Monologues
 

CLIVE, THE FEARLESS BIRDMAN
by
Pam Ayres




Clive the fearless birdman was convinced that he could fly.
At night he lay in bed and dreamed of soaring through the sky.
Of cruising through the clouds, of winging far out into space.
And he had a leather helmet and a beak stuck on his face.

Clive the fearless birdman had a wife who did not care
For his fly-by-night ambition of cavorting through the air.
With mocking and with ridicule, she did her best to kill it,
And cruelly filled his breakfast plate with cuttlefish and millet.

But in his little potting shed he'd built some mighty wings
Out of balsa-wood and sticky tape and plasticine and strings.
Up to his neck in feathers which had taken months to pluck
He laboured with his Evo-Stick, He fashioned and he stuck.

He tried it on at last and slowly turned from side to side.
So wonderful it was, that Clive the birdman slumped and cried.
So shiny were the feathers all in silver and in black,
With eiderdown all up the front and turkey down the back.

It strapped on with a harness buckled round his arms and throat,
All made adjustable to fit the thickness of his coat.
Just to see him walking in the street made women shriek
As he flapped by in his harness and his helmet and his beak.

So Clive announced to all, the culmination of his search
And told the local papers he'd be jumping off the church.
Seth, the old gravedigger, with his face as black as coal
Said, 'If he jumps off the steeple, I shan't have to dig a 'ole!'

And so the day arrived, and all the people came to stare,
Police held back the crowds and all the local press was there.
Clive read out a noble speech, an address to the people
That nobody could hear, for it was windy up the steeple.

He stepped out in the sky and flapped his wings just for a minute,
Far above the Vicar's garden as he plummeted straight in it.
He lay there in the cabbages without another flutter
And the beak came off his helmet and went rolling in the gutter.

But far away in heaven, Clive the Birdman reigns supreme,
Soaring through the air without the aid of jet or steam,
So at the Pearly Gates if it's with Clive you wish to speak,
You can tell him by his harness and his helmet and his beak.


> TASK OBJECTIVE:
Transcribe word for word each line from the one containing "is (608, 291)." to the final line of the data, both included. Skip the pictures.

*** Begin section ***

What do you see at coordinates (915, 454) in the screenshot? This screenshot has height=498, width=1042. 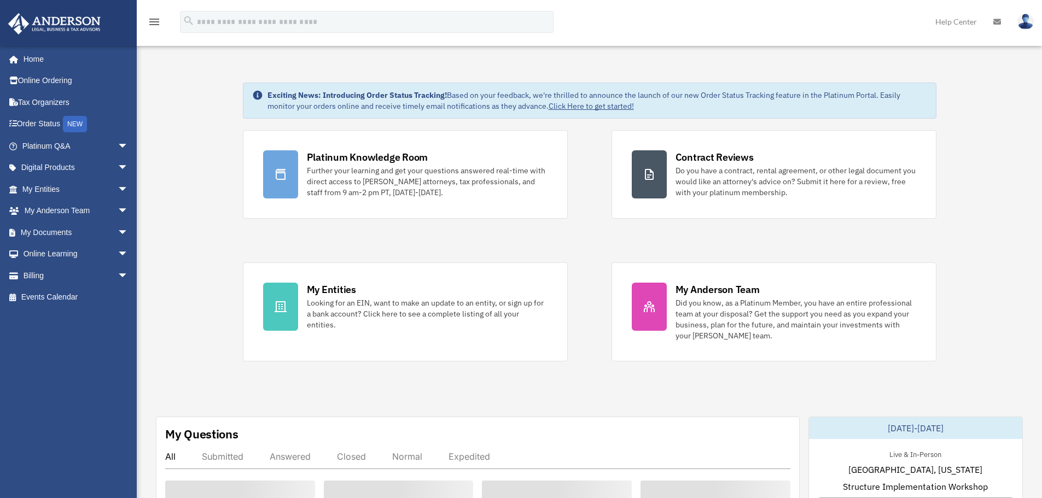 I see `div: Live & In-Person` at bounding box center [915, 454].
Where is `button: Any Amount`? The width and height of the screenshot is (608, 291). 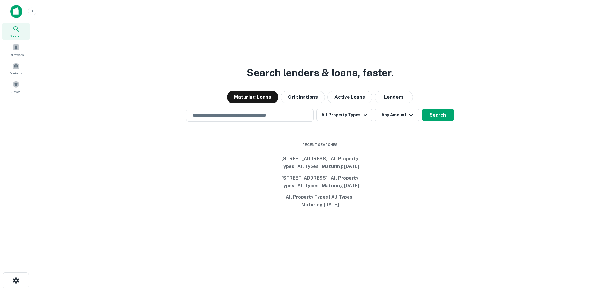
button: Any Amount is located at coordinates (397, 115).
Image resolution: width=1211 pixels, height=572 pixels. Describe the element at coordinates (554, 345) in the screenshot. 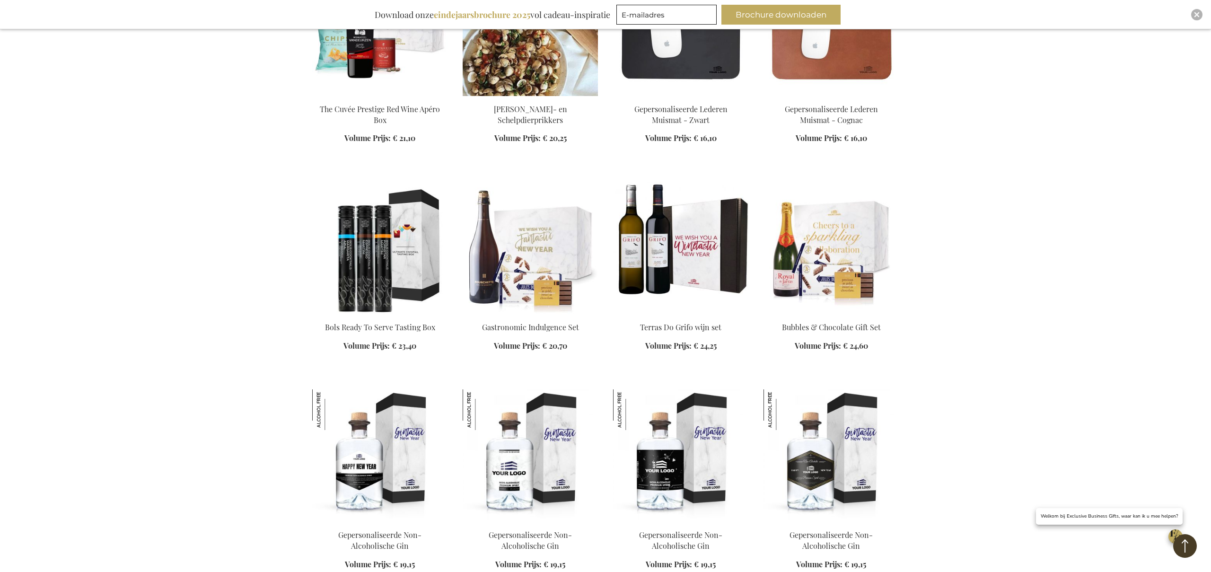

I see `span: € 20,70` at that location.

*** End section ***

> TASK SOLUTION:
Where is `button: Any Amount`? The width and height of the screenshot is (608, 291). 
button: Any Amount is located at coordinates (397, 115).
Image resolution: width=1211 pixels, height=572 pixels. Describe the element at coordinates (554, 345) in the screenshot. 

I see `span: € 20,70` at that location.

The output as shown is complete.